Former IDF general Amnon Reshef wants to build on momentum of recent ‘generals’ petition’ to persuade Israelis to support regional peace.

By Chemi Shalev | haaretz | Nov. 20, 2014

A 76-year-old former IDF general who blocked the Egyptian army’s advance in the crucial opening hours of the 1973 Yom Kippur War is now seeking to push Israel to embrace Cairo and other moderate Arab partners in order to bring peace.

Retired IDF Major General Amnon Reshef, who organized the unprecedented petition signed earlier this month by 106 retired generals and spy chiefs that urged Prime Minister Netanyahu to seek a “courageous” regional peace, says that he now plans to commission “top security experts from Israel and other countries” to formulate and publish a detailed plan for regional security arrangements “within a few months.”

Speaking to reporters in New York Wednesday, Reshef said that his ultimate goal is to “very aggressively” change Israeli public opinion “which has been brainwashed for over 40 years with settlements in the West Bank and the Golan Heights.” And while the generals’ petition that was published in Yedioth Ahronoth earlier this month was careful to present its signatories as representing “neither left nor right,” the plain talking Reshef did not try to conceal his disdain for Israel’s current right-wing leaders, whom he described as “professors of ‘no’.”

“They reject everything,” Reshef said in a briefing that was organized by the centrist Israel Policy Forum. “I haven’t heard any program or vision from them.” Mocking Netanyahu’s reputation as “Mr. Security,” Reshef referred to his co-signatories and said “We have more than 3000 years of experience among us. No one should ignore our experience.”

He described 2015 as “a crucial year, a state of emergency.” He said “If there is no takeover by moderate parties, Israel will go to an unknown place. I am really worried about the future of Israel. We will become a minority in our own state.”

Reshef, who shaved off his trademark handlebar moustache over 15 years ago – “in order to be less conspicuous” – was commander of the army’s 14th Armored Brigade on October 6, 1973. With less than a hundred tanks under his command, Reshef and his soldiers were all that stood between four Egyptian divisions and the conquest of the heart of Sinai and possibly Israel itself. Known as a strict disciplinarian, Reshef and his soldiers held the line until the reserve forces arrived and later participated in the costly battle over the Chinese Farm, near the Suez Canal; the brigade suffered more casualties than any other IDF unit in the war.

In what sounded at times like naïve daydreaming about his ability to change the political landscape in Israel, Reshef said that he hopes to sign more officers and security chiefs to his original petition – “as soon as I get the lists” – and to start raising money in order to finance his plans. He said that his group would target the young, women, Russian immigrants, residents of the Israeli periphery, and minorities such as Christians and Druze. He hopes to enlist “40-50 generals” who would tour the country espousing the security and economic advantages of regional peace.

Efforts to achieve peace through bilateral negotiations have failed, he said, but moderate Arab countries are willing to show flexibility on issues such as the 1967 borders, Jerusalem, and the right of return. Not only do they know that Israel is not their enemy, they also know “how to talk” to Palestinian leaders such as Mahmoud Abbas, Reshef noted, citing the famous 1994 signing of the Cairo agreement in which then Egyptian president Hosni Mubarak told Yasser Arafat “Sign, you dog.”

While acknowledging mistakes made by the Obama administration in its relations with these Arab moderates, Reshef nonetheless lambasted Netanyahu’s relations with the Obama administration and his “dangerous” steps that could ruin Israel’s relations with America. “Obama has given us complete political support while relations on the military level have never been better – so what do we have to complain about?”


Could you give back every entry below exactly, with the pictures dropped?
─── Dataset excerpts ───
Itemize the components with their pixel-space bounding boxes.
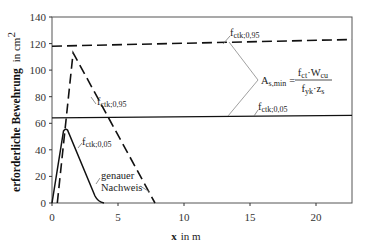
annotation-fctk005-triangle: fctk;0,05 — [82, 136, 112, 149]
annotation-fctk095-top: fctk;0,95 — [230, 27, 260, 40]
y-tick-label: 100 — [30, 64, 47, 76]
annotation-fctk095-triangle: fctk;0,95 — [97, 96, 127, 109]
annotation-genauer-nachweis-2: Nachweis — [101, 182, 142, 193]
svg-text:fct·Wcu: fct·Wcu — [298, 67, 328, 80]
y-tick-label: 80 — [35, 91, 47, 103]
y-tick-label: 40 — [35, 144, 47, 156]
annotation-fctk005-line: fctk;0,05 — [258, 101, 288, 114]
y-tick-label: 140 — [30, 11, 47, 23]
x-tick-label: 0 — [49, 211, 55, 223]
x-tick-label: 20 — [311, 211, 323, 223]
chart: 0 20 40 60 80 100 120 140 0 5 10 15 20 x… — [0, 0, 367, 251]
series-asmin-fctk005 — [52, 115, 352, 118]
y-tick-label: 20 — [35, 170, 47, 182]
leader-line — [96, 178, 100, 184]
x-axis-label: xin m — [171, 230, 201, 242]
formula-asmin: As,min= fct·Wcu fyk·zs — [261, 67, 332, 96]
series-asmin-fctk095 — [52, 40, 352, 47]
annotation-genauer-nachweis-1: genauer — [101, 170, 135, 181]
formula-bracket — [228, 42, 258, 116]
x-tick-label: 15 — [245, 211, 257, 223]
y-tick-label: 60 — [35, 117, 47, 129]
x-tick-labels: 0 5 10 15 20 — [49, 211, 322, 223]
y-axis-label: erforderliche Bewehrungin cm2 — [5, 32, 23, 192]
svg-text:fyk·zs: fyk·zs — [302, 83, 325, 96]
x-tick-label: 5 — [115, 211, 121, 223]
y-tick-labels: 0 20 40 60 80 100 120 140 — [30, 11, 47, 209]
svg-text:As,min=: As,min= — [261, 75, 295, 88]
y-tick-label: 120 — [30, 38, 47, 50]
x-tick-label: 10 — [179, 211, 191, 223]
leader-line — [91, 97, 96, 104]
y-tick-label: 0 — [41, 197, 47, 209]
───
### Exercise solution
Itemize the components with their pixel-space bounding boxes.
annotation-fctk005-triangle: fctk;0,05 — [82, 136, 112, 149]
annotation-fctk095-top: fctk;0,95 — [230, 27, 260, 40]
y-tick-label: 100 — [30, 64, 47, 76]
annotation-fctk095-triangle: fctk;0,95 — [97, 96, 127, 109]
annotation-genauer-nachweis-2: Nachweis — [101, 182, 142, 193]
svg-text:fct·Wcu: fct·Wcu — [298, 67, 328, 80]
y-tick-label: 80 — [35, 91, 47, 103]
y-tick-label: 40 — [35, 144, 47, 156]
annotation-fctk005-line: fctk;0,05 — [258, 101, 288, 114]
y-tick-label: 140 — [30, 11, 47, 23]
x-tick-label: 0 — [49, 211, 55, 223]
x-tick-label: 20 — [311, 211, 323, 223]
chart: 0 20 40 60 80 100 120 140 0 5 10 15 20 x… — [0, 0, 367, 251]
series-asmin-fctk005 — [52, 115, 352, 118]
y-tick-label: 20 — [35, 170, 47, 182]
leader-line — [96, 178, 100, 184]
x-axis-label: xin m — [171, 230, 201, 242]
formula-asmin: As,min= fct·Wcu fyk·zs — [261, 67, 332, 96]
series-asmin-fctk095 — [52, 40, 352, 47]
annotation-genauer-nachweis-1: genauer — [101, 170, 135, 181]
formula-bracket — [228, 42, 258, 116]
x-tick-label: 15 — [245, 211, 257, 223]
y-tick-label: 60 — [35, 117, 47, 129]
x-tick-labels: 0 5 10 15 20 — [49, 211, 322, 223]
y-axis-label: erforderliche Bewehrungin cm2 — [5, 32, 23, 192]
svg-text:fyk·zs: fyk·zs — [302, 83, 325, 96]
x-tick-label: 5 — [115, 211, 121, 223]
y-tick-labels: 0 20 40 60 80 100 120 140 — [30, 11, 47, 209]
svg-text:As,min=: As,min= — [261, 75, 295, 88]
y-tick-label: 120 — [30, 38, 47, 50]
x-tick-label: 10 — [179, 211, 191, 223]
leader-line — [91, 97, 96, 104]
y-tick-label: 0 — [41, 197, 47, 209]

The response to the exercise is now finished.